A Declaration of Cattiness

Shea LevyNews & Views

This weekend, at the Freecoast’s Independence day cookout, we had a declaration competition. This was my entry:

When, in the course of communal events, it becomes necessary for one person to dissolve the bonds of courtesy which have kept the group civil with one another, and to assume among the peoples of the Coast, the gossipy and cliquey attitude to which the laws of human nature incline them, a decent respect to the opinions of their fellows requires that they should declare the causes which impel them to nosy conversation.

We hold these truths to be quite relevant, that most men are created communal, that they are endowed by their nature with certain social values, that among these are information, strategy, and the pursuit of judgment. That to secure these needs, private conversations are instituted among friends, deriving their just powers from the truth and relevance of the details. That whenever any form of social norm becomes destructive to those ends, it is right of the people to alter or abolish it, and to institute new norms, laying their foundation on such principles and organizing their expectations in such form, as to them shall seem most likely to effect their community’s virtue and harmony. Prudence, indeed, will dictate that norms long established should not be changed for light and transient causes; and accordingly all experience hath shown that mankind are more disposed to suffer, while evils are sufferable, than to right themselves by abolishing the forms to which they are accustomed. But when long trains of communal blunders and blowups, deriving invariably from the same misguided application of the virtues of niceness and minding ones own business, plague them, it is their right, it is their duty, to throw off such norms, and to provide new guards for their future prosperity.

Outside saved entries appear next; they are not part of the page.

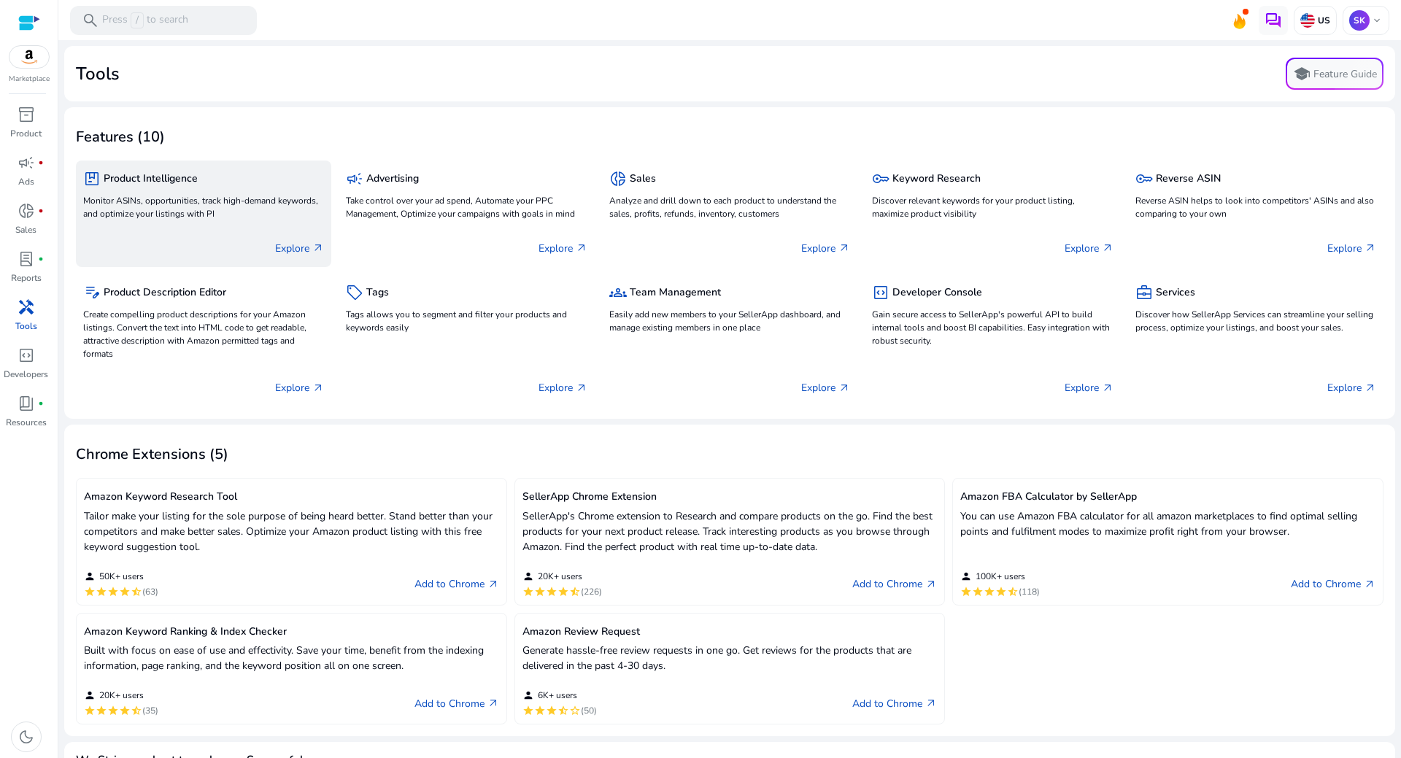 The width and height of the screenshot is (1401, 758). What do you see at coordinates (90, 20) in the screenshot?
I see `span: search` at bounding box center [90, 20].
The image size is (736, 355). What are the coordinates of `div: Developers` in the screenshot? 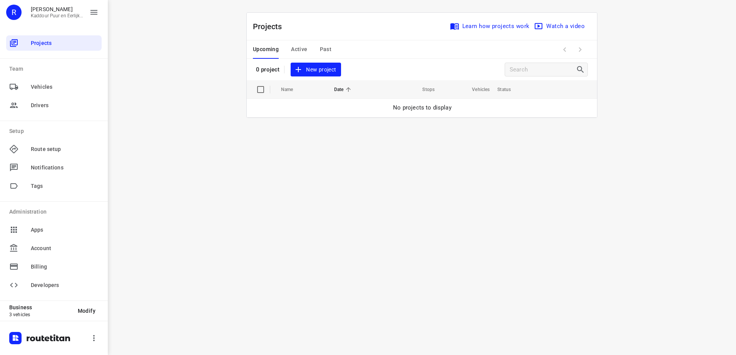 It's located at (54, 285).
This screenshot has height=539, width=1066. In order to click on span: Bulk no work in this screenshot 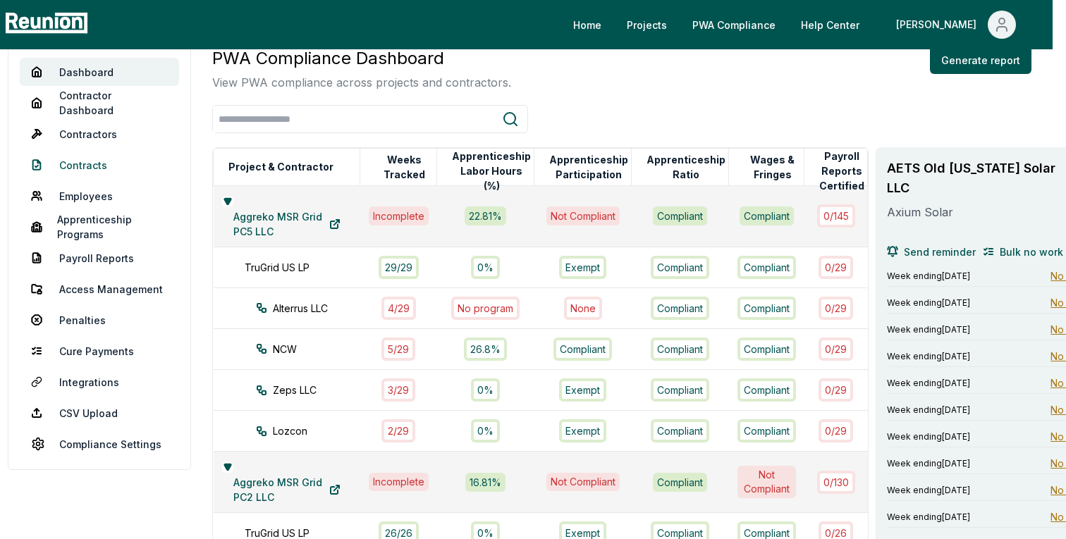, I will do `click(1031, 252)`.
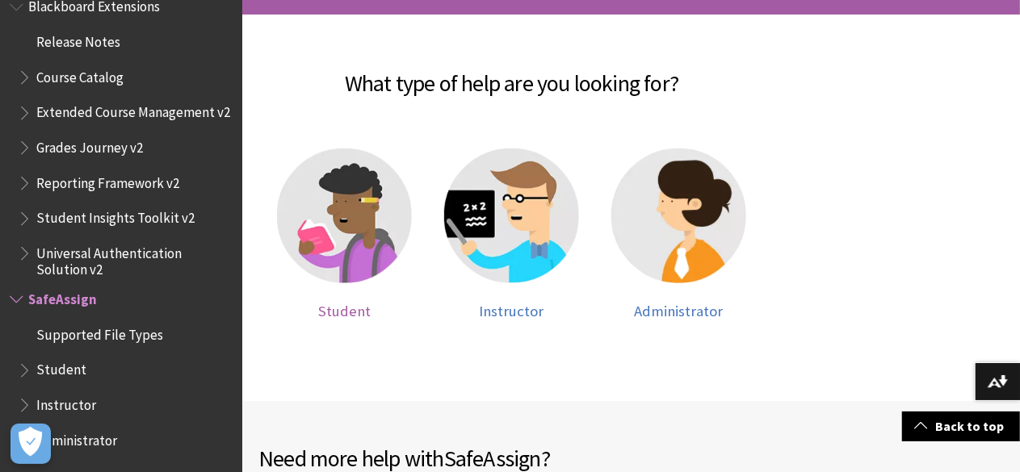  What do you see at coordinates (511, 73) in the screenshot?
I see `h2: What type of help are you looking for?` at bounding box center [511, 73].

Such has been the patient sufferance of this community and its siblings and predecessors; and such is now the necessity which constrains them to alter their former norms of civility. The history of modern nerdy communities is a history of repeated missed opportunities and ruined scenes, all having in direct cause a desire to avoid drama. To prove this let facts be submitted to a candid community.

We have allowed bad actors to flourish in our midst, ranging from harshing the vibe to the vilest of physical abuses.

We have lost our influence on the values and purpose of our groups, allowing many to dissolve into boring mediocrity.

We have missed opportunities to learn more about our fellows and thereby to encourage and take advantage of their virtues while avoiding and diminishing their vices.

We have let issues fester under the surface until they erupt in community-rending conflict.

We have failed to strategically coordinate efforts toward positive community and individual ends.

We have foregone chances to mutually calibrate judgments, nudge evaluations, and intimately bond with close friends and allies.

We have forced our most socially skilled peers, those responsible for a vibrant community, to choose between overt defiance of our norms, disingenuously performing their function privately and likely feeling shame, or depriving us of their benefits altogether.

I, therefore, a representative of myself, appealing to my reputation and reasoning for the rectitude of my intentions, do, in the name, and by the authority of myself, solemnly publish and declare, that this community and others like it of right ought to be a more dramatic and catty people; that they are absolved from all obligation to be in all things public, reserved, and cordial; and that as dramatic and catty people, they have full power to dish, matchmake, vent, praise, and to do all other acts and things which catty people may of right do. And for the support of this declaration, with a firm reliance on the correctness of my judgment and experience, I pledge to you all my honest useful assessment, my listening ear, and my understanding that you’ll totally bitch about me to your friends after this speech.